Mr. Parker became famous as a writer behind his Spenser private investigator stories. Novels are what they were called, but they were stories. He wrote in a conversational manner that I found comforting, easy to read, and engaging.
I really didn’t like the Spenser stories all that much, but Mr. Parker came up with a couple of other characters and story lines that really hooked me, right from the beginning.
Jesse Stone (later portrayed on the small screen by Tom Selleck) is a disgraced LAPD homicide detective who has an ex-wife problem and a drinking problem, and ended up being the Chief of Police of the town of Paradise on the Eastern Seaboard. He's a smart and capable cop and I like him. I consider him a friend. He’s a baseball fan and a former player who got physically banged up, which ultimately led to his entry into law enforcement as a vocation.
Virgil Cole and Everett Hitch (portrayed on the big screen by Ed Harris and Viggo Mortensen) were gunfighters and lawmen in the old West. The Cole and Hitch series of stories ended with the publication of Blue Eyed Devil, the last of the Parker novels. I liked Cole and Hitch.
I pre-ordered each and every upcoming novel about Jesse Stone and Cole & Hitch on Amazon.com. When the new book would arrive, I’d put aside whatever business was at hand and read the book. In it’s entirety. I inhaled the stories.
Hitch & Cole and Jesse Stone share some qualities.

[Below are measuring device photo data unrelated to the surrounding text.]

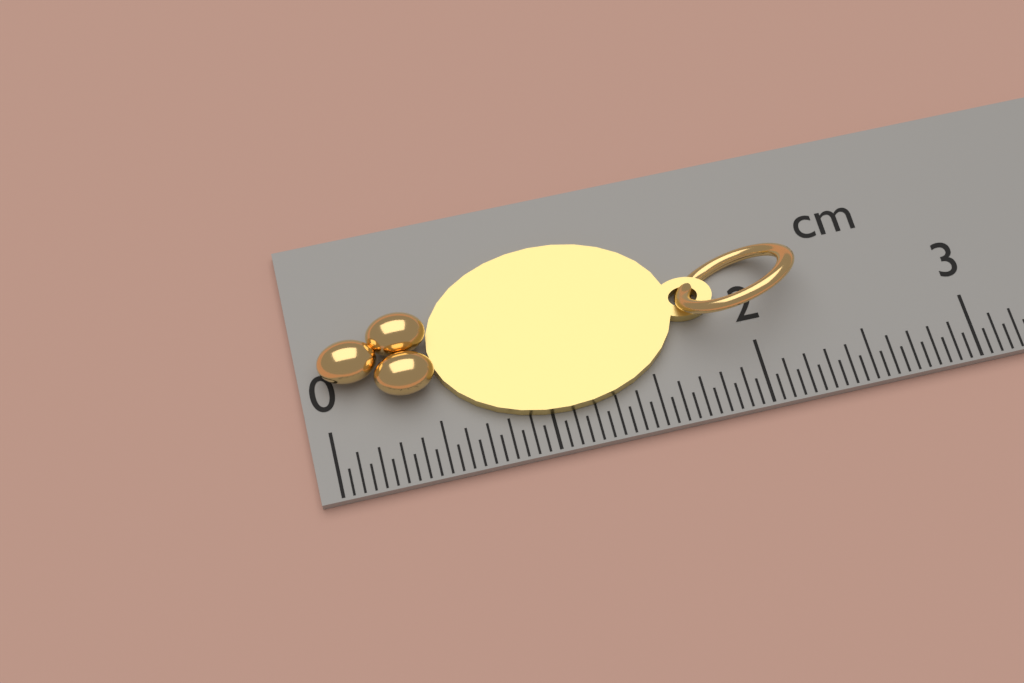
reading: 2.25 cm
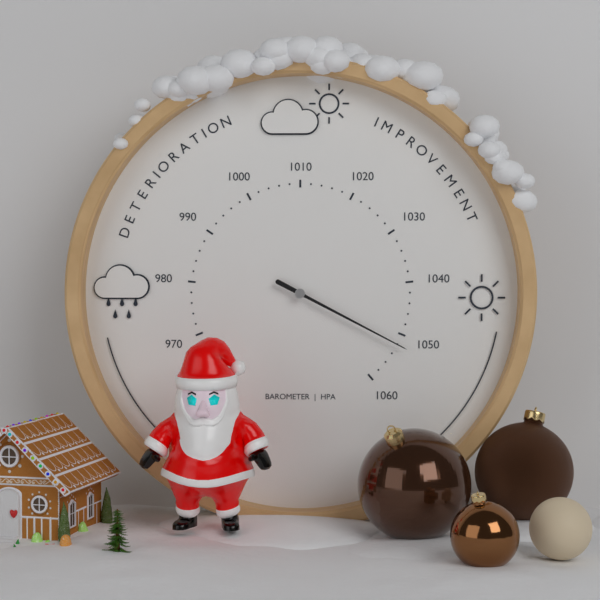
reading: 1052 hPa
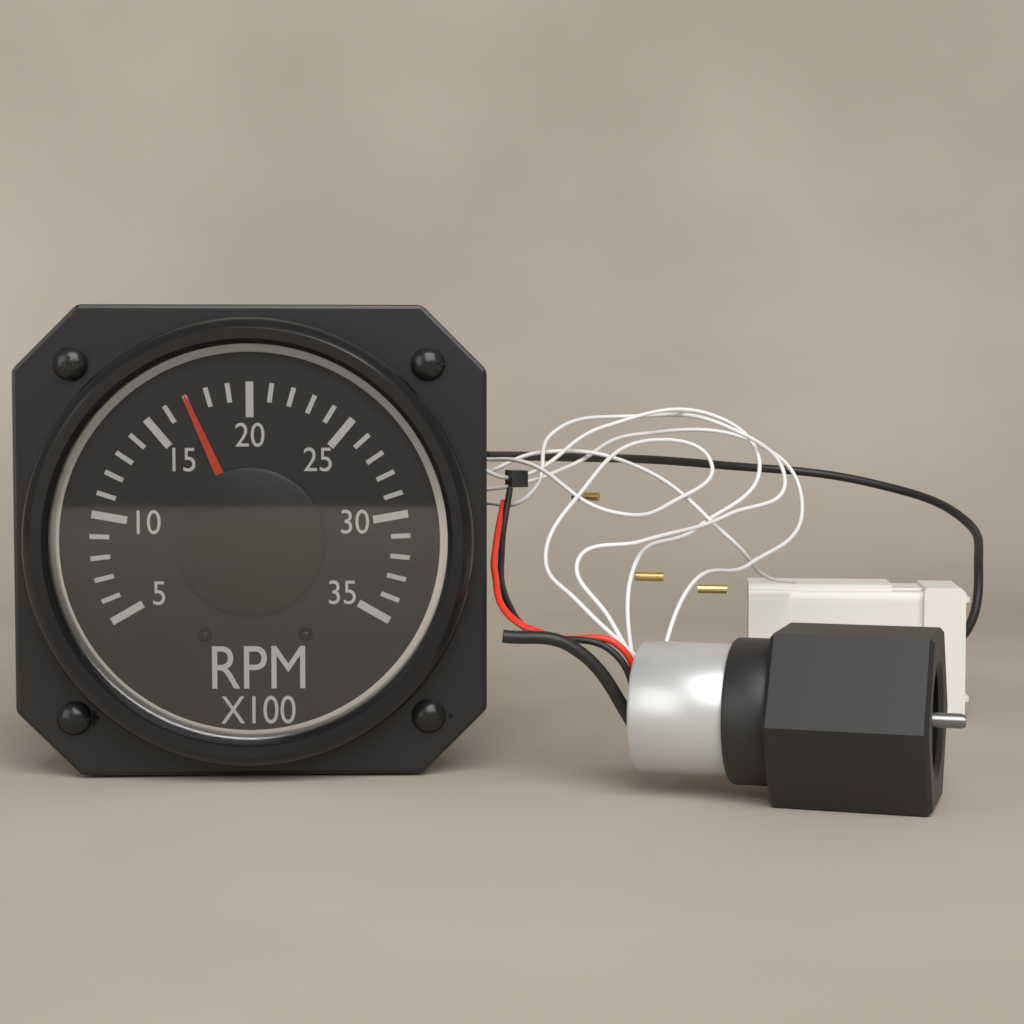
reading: 17 RPM x100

They’re stoic, flawed, smart, courageous, and have a well-defined sense of right and wrong.
I miss Robert B. Parker, and even more than him, I miss his characters. They are my friends, and I wonder what has happened to them.
If ever you are in the mood to see what a Robert Parker novel is like, I suggest Gunman’s Rhapsody, Parker’s take on the Wyatt Earp story.
Robert B. Parker died at his desk, writing, of a heart attack on January 18, 2010.